BRUCE ALMIGHTY: HIGH THEOLOGY FOR THE VIEWERS OF JACK ASS
I'm going to give a thumbs-up to Tom Shadyac's new film Bruce Almighty. It seems to me to be a sneaky, highly skilled attempt to awaken some spiritual longing in the theater-going masses.
I'm not somebody who enjoys crass humor, and so I squirmed through the few scenes here that are a valentine to the people who love the butt jokes and fart humor that decorated and, arguably defined, Shadyac's previous blockbusters, Ace Ventura and Liar, Liar. But there are a lot of other laughs in the film and I think teens could certainly see it without lasting harm. Jim Carey is better than he's ever been in this film, playing a basically good, but flawed guy, who gets to be God for a few days.
Christians will have problems with the film because the main character seems to be living happily and functionally in sin with his girlfriend, played well by Jennifer Aniston. I was at a junket last week with Shadyac, and winced while a writer from another Christian ministry - we'll call them "Focus on the Fundamental Unit of Society" - chastened Shadyac for placing his characters in an unwed mode.
Shadyac, who attends a Los Angeles Catholic Church - became passionately verbose in explaining that Bruce's character BEGINS the movie in a place of immaturity and selfishness. Shadyac's long unruly locks flailed all around as he gesticulated that Christians need to read our own books like The Confessions of St. Augustine, and stop being afraid of portrayals of sin. Shadyac pointed out that at the end of the film, when Bruce gets his act together, he indicates that he is going to marry his girlfriend.
To be fair, my sense of Christians is not that they are afraid of portrayals of sin, but rather they are disgusted by the lie in so many entertainment productions that it is possible to live in sin without any deleterious effects. I think Bruce Almighty can be cleared of this charge. The main character is obviously self-absorbed and unhappy, and he is represented as being obtuse to the gift that his girlfriend, named "Grace" is.
Shadyac understood that it is a source of sorrow for many people trying to live a godly life, to watch unmarried people flagrantly living together. (After he finished his, "Broaden your mind" speech to the Focus-ed Christian, he said, "Do you forgive me?") But it seemed to me pretty clear, that Shadyac didn't make this movie for people who are already living a godly life. He is trying to give the global masses a good laugh and then "something extra," as Joseph Conrad expressed it.
There is lots to like in Bruce Almighty. I haven't heard the concept of free-will bantered around any better and in any more overt way in a movie. The film also popularizes the habit of prayer, and offers a picture of a loving, personal God.
It's not a movie I could have made - but I'm glad Tom Shadyac did. I hope the Church gives him a break.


**Task to complete**
Repeat each entry exactly and drop the pictures.

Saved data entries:
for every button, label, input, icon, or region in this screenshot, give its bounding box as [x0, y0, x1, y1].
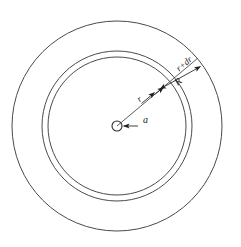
- radius-r-plus-dr-arrow: [153, 88, 164, 97]
- label-radius-r: r: [135, 93, 144, 103]
- radius-r-arrow: [142, 93, 155, 104]
- concentric-circles-diagram: a r r+dr R: [0, 0, 241, 247]
- label-radius-a: a: [143, 114, 148, 125]
- figure-canvas: a r r+dr R: [0, 0, 241, 247]
- label-radius-r-plus-dr: r+dr: [174, 54, 194, 73]
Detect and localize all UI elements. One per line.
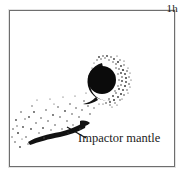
core-ejecta-tail [83,97,98,104]
target-core [88,66,116,94]
figure-panel: 1h Impactor mantle [0,0,183,175]
impactor-mantle-streak-tip [80,121,90,127]
impactor-mantle-label: Impactor mantle [78,131,160,145]
time-label: 1h [167,2,178,14]
impactor-mantle-streak [28,123,85,145]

**Result below**
for every button, label, input, icon, or region in this screenshot, give its bounding box as [x0, y0, x1, y1].
- radius-r-plus-dr-arrow: [153, 88, 164, 97]
- label-radius-r: r: [135, 93, 144, 103]
- radius-r-arrow: [142, 93, 155, 104]
- concentric-circles-diagram: a r r+dr R: [0, 0, 241, 247]
- label-radius-a: a: [143, 114, 148, 125]
- figure-canvas: a r r+dr R: [0, 0, 241, 247]
- label-radius-r-plus-dr: r+dr: [174, 54, 194, 73]
Detect and localize all UI elements. One per line.
core-ejecta-tail [83,97,98,104]
target-core [88,66,116,94]
figure-panel: 1h Impactor mantle [0,0,183,175]
impactor-mantle-streak-tip [80,121,90,127]
impactor-mantle-label: Impactor mantle [78,131,160,145]
time-label: 1h [167,2,178,14]
impactor-mantle-streak [28,123,85,145]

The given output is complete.